Russia claimed a technical fault was behind the decision to keep Nord Stream 1 closed, but that explanation was widely dismissed in Brussels and other European capitals.

European leaders have accused Russian President Vladimir Putin of using energy as a weapon against Europe, after many countries implemented financial and economic sanctions against Russia and began supplying weapons to Ukraine. Moscow is no longer fully denying that the gas shortfalls are politically motivated. Dmitry Peskov, Mr. Putin’s spokesman, said Monday that Russia’s gas exports would not fully resume until the “collective West” lifts its sanctions.

In a message posted on Telegram over the weekend, former Russian president Dmitry Medvedev said Germany was “acting as an enemy of Russia” and that European countries “have declared hybrid war against Russia.”

On Monday, Timothy Ash, a strategist at BlueBay Asset Management of London, said on Twitter that “Medvedev’s comments make it clear that Russia is blackmailing the West – stop supporting Ukraine if you want energy from Russia.”

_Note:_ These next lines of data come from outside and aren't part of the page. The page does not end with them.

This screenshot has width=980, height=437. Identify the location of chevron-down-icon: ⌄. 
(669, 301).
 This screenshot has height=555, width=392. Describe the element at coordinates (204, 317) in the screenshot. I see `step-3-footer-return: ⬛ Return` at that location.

Energy prices have reached unaffordable levels for many European families and small businesses, with a wave of closures and bankruptcies expected. In Italy and the U.K., owners of restaurants and pubs have seen their electricity and gas bills rise about 400 per cent over a year.

High fuel prices are already triggering political instability and civil unrest in parts of Europe.

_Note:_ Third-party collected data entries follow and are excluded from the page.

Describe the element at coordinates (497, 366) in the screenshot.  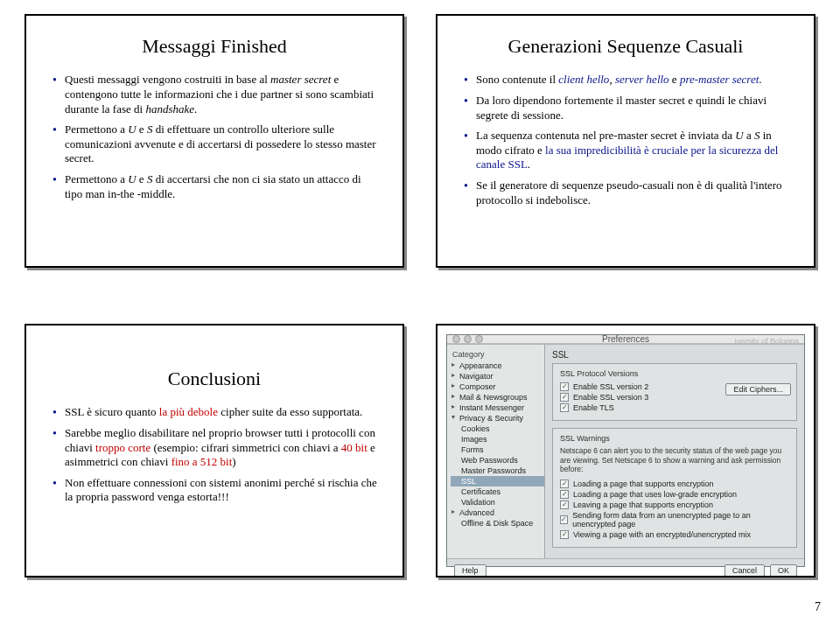
I see `category-appearance: Appearance` at that location.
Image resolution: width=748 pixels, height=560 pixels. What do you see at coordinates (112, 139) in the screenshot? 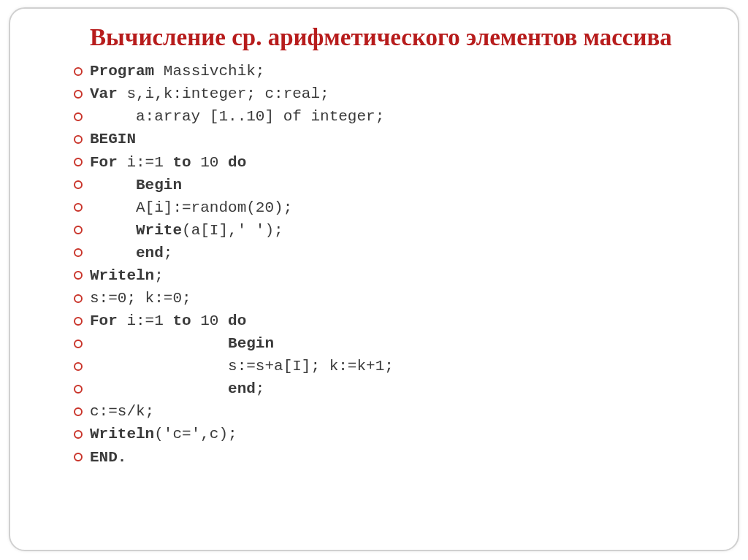
I see `keyword: BEGIN` at bounding box center [112, 139].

On Saturday, an estimated 70,000 people flooded into Prague’s Wenceslas Square to demand that the ruling coalition, which had just survived a confidence vote, take action to bring down prices. “The aim of our demonstration is to demand change, mainly in solving the issue of energy prices, especially electricity and gas, which will destroy our economy this autumn,” co-organizer Jiri Havel told a Czech news site.

The European Commission (EC) and European governments are scrambling to design support packages for utilities and consumers.

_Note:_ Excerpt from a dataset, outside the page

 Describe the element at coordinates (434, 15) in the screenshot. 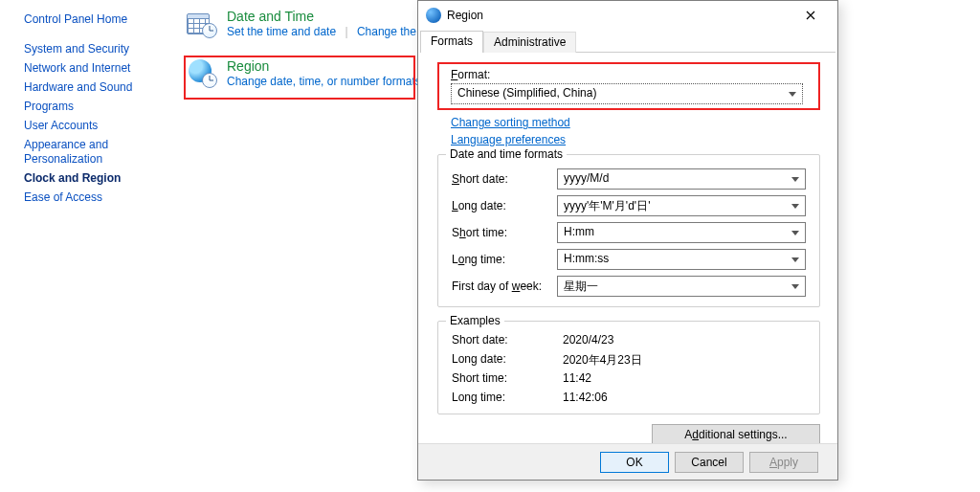

I see `region-dialog-icon` at that location.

On Sunday, Finland said it would offer the equivalent of US$10-billion in liquidity guarantees to power companies facing insolvency. Sweden said it would do the same, offering as much as US$23-billion. “This has the ingredients for a kind of Lehman Brothers of energy industry,” Finnish Economics Affairs Minister Mika Lintila said, referring to the collapse of the Wall Street investment bank in 2008 that triggered the global financial crisis.

 

At the same time, German Chancellor Olaf Scholz announced that his coalition government will impose a windfall tax on electricity producers and use that revenue to finance a €65-billion package. He called the tax an “electricity price brake,” which will allow households to buy basic amounts of electricity at reduced prices.

The EC, meanwhile, is considering gas price caps and a tax on excessive energy profits that would be applied throughout the 27-state European Union. These proposals and other emergency interventions, such as an EU-wide credit line for struggling utilities, will be discussed Friday at a meeting of energy ministers.

With Russia having eliminated or reduced gas supplies to more than a dozen EU countries, energy ministers pledged over the summer to reduce gas consumption by 15 per cent to try to avoid an energy crunch over the winter that could result in gas rationing and rolling factory closures.

Europe’s energy crisis is made worse by the drought affecting much of the continent and limiting the ability of hydroelectric plants to generate power. In Italy, where rivers everywhere have dried up, electricity generation from dams is down by almost half. Even some nuclear plants in Europe have been forced to shut down or reduce output because of a lack of water, which is used to cool the reactors.